Monomyth in the Narrative of Symbolist Drama: "V domu roboty – v kraini nevoli)" by Lesya Ukrainka
Keywords:
drama-dialogue, symbolism, narrative, narrator's voice, archetype, symbolAbstract
The article deals with the expediency of applying the narratological method, combined with the myth-critical method, in the study of drama. This approach is of particular relevance in the poetics of symbolist drama study. The language of symbols contains the potential of generalization of the maximum scale, a routine issue through a number of techniques, that can significantly expand the range of abstract meanings. This allows a concise dramatic form to contain a large-scale narrative with characters of archetypal level. Scientific
novelty: for the first time this methodology is applied to the drama-dialogue by Lesya Ukrainka "V domu roboty – v kraini nevoli (1906). The purpose and task of the article are to show how the symbol forms the multilayered structure of the drama text and the archetype of the monomyth's hero of the monomyth.
Conclusions. The six-page text through the voices of two characters and an objective narrator, presented in the remarks, unfolds a picture of the grandiose construction of the Egyptian pyramids. The narrator's voice tells a story of epic scale:
ancient civilizations that for thousands of years amaze des cendants with giant structures: temples, and artefacts. The voices of two characters, slaves on the pyramids' construction, collide in an intense agon of representatives of different faiths and different cultures. Each voice is an individual human life story, a grain of sand in
the ocean of the builders of the mighty civilization of Ancient Egypt. The key symbol "construction" unites a number of symbolic images. It allows us to imagine the construction as a majestic act of man, who, in his desire to give a decent home to the
gods, became equal to the archetypal hero. The builder, who built the pyramids, passes the path of severe trials and becomes equal to the gods.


### Directions:
How many lines in the data below contain the string "radius"? Answer with the number only.
*** The records Section Begins ***
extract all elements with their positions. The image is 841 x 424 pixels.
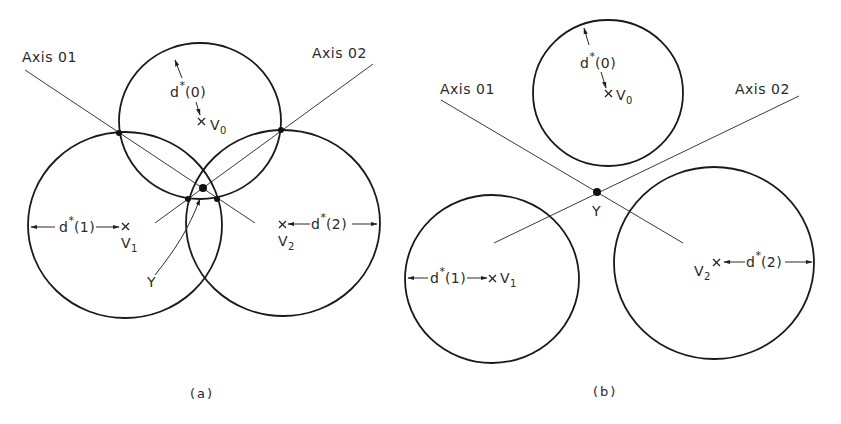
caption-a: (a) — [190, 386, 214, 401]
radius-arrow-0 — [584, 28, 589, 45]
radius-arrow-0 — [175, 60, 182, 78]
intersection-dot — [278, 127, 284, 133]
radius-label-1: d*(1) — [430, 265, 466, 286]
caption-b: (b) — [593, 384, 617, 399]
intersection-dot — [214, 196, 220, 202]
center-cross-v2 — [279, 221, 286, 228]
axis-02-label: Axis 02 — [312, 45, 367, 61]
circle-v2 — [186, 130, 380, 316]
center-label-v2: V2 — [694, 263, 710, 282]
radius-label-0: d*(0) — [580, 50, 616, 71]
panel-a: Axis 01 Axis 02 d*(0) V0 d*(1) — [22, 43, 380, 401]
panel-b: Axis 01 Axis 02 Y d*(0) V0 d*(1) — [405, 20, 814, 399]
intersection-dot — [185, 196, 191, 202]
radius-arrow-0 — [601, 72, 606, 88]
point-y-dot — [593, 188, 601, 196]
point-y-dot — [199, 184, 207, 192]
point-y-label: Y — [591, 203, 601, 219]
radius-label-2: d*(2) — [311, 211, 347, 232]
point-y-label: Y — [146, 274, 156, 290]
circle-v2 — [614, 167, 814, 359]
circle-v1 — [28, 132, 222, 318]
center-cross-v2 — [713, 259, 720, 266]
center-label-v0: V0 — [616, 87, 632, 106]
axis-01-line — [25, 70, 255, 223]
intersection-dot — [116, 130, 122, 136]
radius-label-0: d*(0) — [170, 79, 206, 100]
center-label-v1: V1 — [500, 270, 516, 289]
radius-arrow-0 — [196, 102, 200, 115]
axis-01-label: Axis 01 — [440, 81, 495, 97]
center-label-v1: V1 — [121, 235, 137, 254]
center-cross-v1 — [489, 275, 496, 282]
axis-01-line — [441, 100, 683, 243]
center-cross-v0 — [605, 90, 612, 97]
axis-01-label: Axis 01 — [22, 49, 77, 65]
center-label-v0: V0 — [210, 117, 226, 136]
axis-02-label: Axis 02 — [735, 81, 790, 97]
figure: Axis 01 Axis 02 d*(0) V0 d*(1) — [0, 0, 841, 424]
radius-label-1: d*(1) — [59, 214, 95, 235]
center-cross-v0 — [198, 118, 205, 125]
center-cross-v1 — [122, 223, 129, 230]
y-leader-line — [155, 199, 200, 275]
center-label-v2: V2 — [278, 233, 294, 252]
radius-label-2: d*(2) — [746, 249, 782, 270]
*** The records Section Ends ***
*** The records Section Begins ***
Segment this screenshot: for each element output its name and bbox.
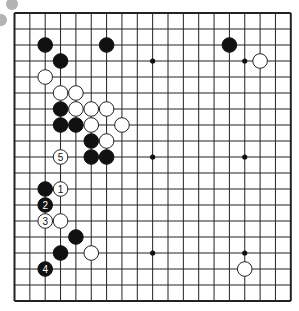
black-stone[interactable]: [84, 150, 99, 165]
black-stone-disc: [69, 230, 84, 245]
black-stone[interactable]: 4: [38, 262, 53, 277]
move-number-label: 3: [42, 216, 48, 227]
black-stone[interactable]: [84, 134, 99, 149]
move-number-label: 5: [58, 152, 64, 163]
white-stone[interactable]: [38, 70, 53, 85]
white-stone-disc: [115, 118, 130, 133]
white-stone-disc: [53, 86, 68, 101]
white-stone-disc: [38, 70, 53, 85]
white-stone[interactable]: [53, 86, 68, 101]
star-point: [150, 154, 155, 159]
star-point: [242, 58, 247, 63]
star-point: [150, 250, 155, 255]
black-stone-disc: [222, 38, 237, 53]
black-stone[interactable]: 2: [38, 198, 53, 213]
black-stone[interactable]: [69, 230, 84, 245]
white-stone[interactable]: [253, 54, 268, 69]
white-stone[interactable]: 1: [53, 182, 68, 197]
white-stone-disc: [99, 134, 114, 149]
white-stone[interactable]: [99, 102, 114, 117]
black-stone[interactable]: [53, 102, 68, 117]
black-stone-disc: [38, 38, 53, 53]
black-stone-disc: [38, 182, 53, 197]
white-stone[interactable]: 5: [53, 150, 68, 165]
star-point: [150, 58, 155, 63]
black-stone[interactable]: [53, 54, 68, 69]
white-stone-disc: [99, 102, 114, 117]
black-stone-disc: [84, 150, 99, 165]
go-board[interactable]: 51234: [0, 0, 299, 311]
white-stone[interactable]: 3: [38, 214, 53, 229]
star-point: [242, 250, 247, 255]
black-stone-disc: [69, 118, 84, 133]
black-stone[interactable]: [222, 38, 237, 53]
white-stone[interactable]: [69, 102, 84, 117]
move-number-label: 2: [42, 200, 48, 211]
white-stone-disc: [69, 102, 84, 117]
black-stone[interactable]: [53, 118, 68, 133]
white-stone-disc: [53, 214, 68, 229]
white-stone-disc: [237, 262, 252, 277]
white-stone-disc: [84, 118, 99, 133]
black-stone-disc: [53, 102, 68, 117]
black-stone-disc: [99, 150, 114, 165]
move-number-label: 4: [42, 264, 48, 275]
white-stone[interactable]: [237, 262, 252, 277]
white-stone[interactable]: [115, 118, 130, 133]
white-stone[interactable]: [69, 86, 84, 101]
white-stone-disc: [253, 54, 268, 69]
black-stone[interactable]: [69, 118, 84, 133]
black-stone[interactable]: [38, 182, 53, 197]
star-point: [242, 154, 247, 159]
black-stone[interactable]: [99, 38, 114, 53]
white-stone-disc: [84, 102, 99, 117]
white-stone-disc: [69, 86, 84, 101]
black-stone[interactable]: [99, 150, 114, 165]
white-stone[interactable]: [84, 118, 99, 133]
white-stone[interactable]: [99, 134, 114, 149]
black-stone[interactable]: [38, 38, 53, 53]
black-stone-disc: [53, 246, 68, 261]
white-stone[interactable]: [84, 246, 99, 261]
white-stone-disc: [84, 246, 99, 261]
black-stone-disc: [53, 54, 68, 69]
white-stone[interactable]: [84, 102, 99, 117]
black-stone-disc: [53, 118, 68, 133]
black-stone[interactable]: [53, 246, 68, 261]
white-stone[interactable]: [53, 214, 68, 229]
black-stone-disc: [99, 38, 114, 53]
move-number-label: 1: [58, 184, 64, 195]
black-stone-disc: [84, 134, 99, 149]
*** The records Section Ends ***
### Your solution:
10